I love it when a film has to remind me that it's a film, because it means that I've become so completely engrossed with the story portrayed on screen. Pekar, Brabner, and his cast of co-workers and friends that do the landscape of "American Splendor" the comic book also illuminate onscreen. This is one of the most creative and unique films I have seen in a long time.

Sunday

Owning Mahowny (2003)



Richard Kwietniowski's "Owning Mahowny" is an unfiltered, unglazed portrait of the very un-sexy life of a compulsive gambler. It is based on the true story of Dan Mawhony, a banking executive who swindled his own bank out of millions of dollars to fund his gambling addiction.

Mahowny is played with precision by the brilliantly unglamorous Phillip Seymour Hoffman, who has made a career out of portraying sad-sack losers and characters uncomfortable in their own skin. In Dan Mahowny, he has created a picture of a loser who not does not acknowledge his serious problem, but doesn't really care if others think he's a loser. He only cares about the thrill of betting, and through the process alienates his fiancé Belinda (Minnie Driver), throws himself into a life of criminal embezzlement, and even begins to scare his bookie, who at the beginning of the film refuses to take Mahowny's bets.

The film works because it doesn't focus on the pursuit of Mahowny by Canadian law enforcement; it doesn't care too much about his repentance. Instead, it's a study of the mechanisms of the gambling addict. Their behavior is a pattern that is noticed by the slick Victor Foss, owner of the Atlantic City casino that is Mahowny's second home in the film. Foss is intrigued by the appearance of this high-stakes gambler, who shuns the perks and luxuries showered upon him by the casino and chooses instead to grind away on the casino floor, expressionless and unmoving. Foss is a true predator. He's seen all kinds of gamblers, but when he realizes that in Mahowny, he has a pure gambling addict who lives to win money just so he can lose it again, he laughs with glee, like the experience big-game fisherman who has just caught a prize trout.

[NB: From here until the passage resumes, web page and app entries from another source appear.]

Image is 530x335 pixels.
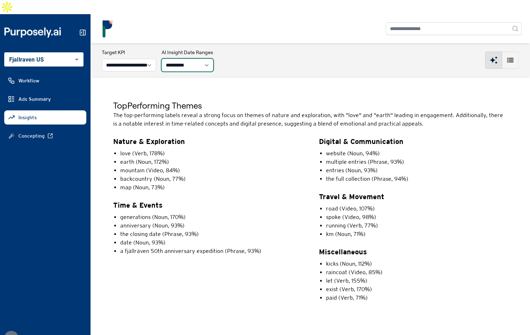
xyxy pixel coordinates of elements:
[113,100,508,111] h5: Top Performing Themes
[102,49,156,56] h3: Target KPI
[319,192,385,201] strong: Travel & Movement
[326,175,508,183] li: the full collection (Phrase, 94%)
[326,260,508,268] li: kicks (Noun, 112%)
[162,49,213,56] h3: AI Insight Date Ranges
[4,74,86,88] a: Workflow
[319,137,404,145] strong: Digital & Communication
[18,77,39,84] span: Workflow
[120,158,302,166] li: earth (Noun, 172%)
[326,285,508,294] li: exist (Verb, 170%)
[120,247,302,255] li: a fjällräven 50th anniversary expedition (Phrase, 93%)
[326,205,508,213] li: road (Video, 107%)
[326,213,508,221] li: spoke (Video, 98%)
[120,175,302,183] li: backcountry (Noun, 77%)
[326,277,508,285] li: let (Verb, 155%)
[120,230,302,238] li: the closing date (Phrase, 93%)
[326,230,508,238] li: km (Noun, 71%)
[113,137,185,145] strong: Nature & Exploration
[326,294,508,302] li: paid (Verb, 71%)
[326,221,508,230] li: running (Verb, 77%)
[4,92,86,106] a: Ads Summary
[120,183,302,192] li: map (Noun, 73%)
[113,201,163,209] strong: Time & Events
[99,20,117,38] img: logo
[326,149,508,158] li: website (Noun, 94%)
[120,149,302,158] li: love (Verb, 178%)
[326,268,508,277] li: raincoat (Video, 85%)
[120,238,302,247] li: date (Noun, 93%)
[4,52,83,67] div: Fjallraven US
[319,248,367,256] strong: Miscellaneous
[120,213,302,221] li: generations (Noun, 170%)
[113,111,508,128] p: The top-performing labels reveal a strong focus on themes of nature and exploration, with "love" ...
[18,114,37,121] span: Insights
[18,96,51,103] span: Ads Summary
[326,166,508,175] li: entries (Noun, 93%)
[4,129,86,143] a: Concepting
[120,166,302,175] li: mountain (Video, 84%)
[4,110,86,125] a: Insights
[120,221,302,230] li: anniversary (Noun, 93%)
[18,132,45,139] span: Concepting
[326,158,508,166] li: multiple entries (Phrase, 93%)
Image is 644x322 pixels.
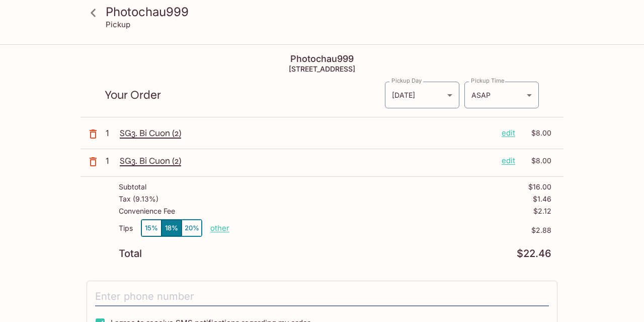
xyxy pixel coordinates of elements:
[105,155,116,166] p: 1
[392,76,421,85] label: Pickup Day
[119,224,133,232] p: Tips
[502,155,515,166] p: edit
[471,76,505,85] label: Pickup Time
[528,183,551,191] p: $16.00
[81,53,563,64] h4: Photochau999
[385,81,459,108] div: [DATE]
[105,4,556,20] h3: Photochau999
[533,195,551,203] p: $1.46
[210,223,230,233] button: other
[105,127,116,139] p: 1
[119,127,493,139] p: SG3. Bi Cuon (2)
[119,195,158,203] p: Tax ( 9.13% )
[119,155,493,166] p: SG3. Bi Cuon (2)
[105,90,385,100] p: Your Order
[502,127,515,139] p: edit
[161,219,182,236] button: 18%
[119,207,175,215] p: Convenience Fee
[464,81,539,108] div: ASAP
[521,127,551,139] p: $8.00
[521,155,551,166] p: $8.00
[81,64,563,73] h5: [STREET_ADDRESS]
[95,287,549,306] input: Enter phone number
[230,226,551,234] p: $2.88
[119,183,146,191] p: Subtotal
[517,249,551,258] p: $22.46
[182,219,201,236] button: 20%
[119,249,142,258] p: Total
[533,207,551,215] p: $2.12
[141,219,161,236] button: 15%
[105,20,130,29] p: Pickup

Hoffman is one of the best character actors today, and his performance is ripe with textured subtlety. When winning, Mahowny is calm and cheerful, but still focused. When losing, his panic and disappointment ooze from his pores instead of leap from his stomach, which is how a regular gambler might react to losing thousands of dollars in one sitting. In one particularly resonant scene, Mawhowny hands over a chunk of his blackjack winnings, most likely his initial stake, to his friend and tells him not to give it back to him at all costs. Of course, we see this fail, when Mahowny returns and demands the money back. This is a familiar ritual with gambling addicts; they futilely put in controls to limit their losses, only to give in to the rush and look for ways to continue playing at all costs.

A film like this is interesting because it is a tragedy that gives us no villains to root against and no heroes to root for. Like Belinda, we hope that Mahowny can free himself from his addiction, but know all too well that he won't be able to, and watch with morbid fascination as he continues to spiral downwards. The film is worth watching for Hoffman's controlled performance and the sadistic voyeurism we share with Foss while watching a man succumb to his demons without putting up much of a fight.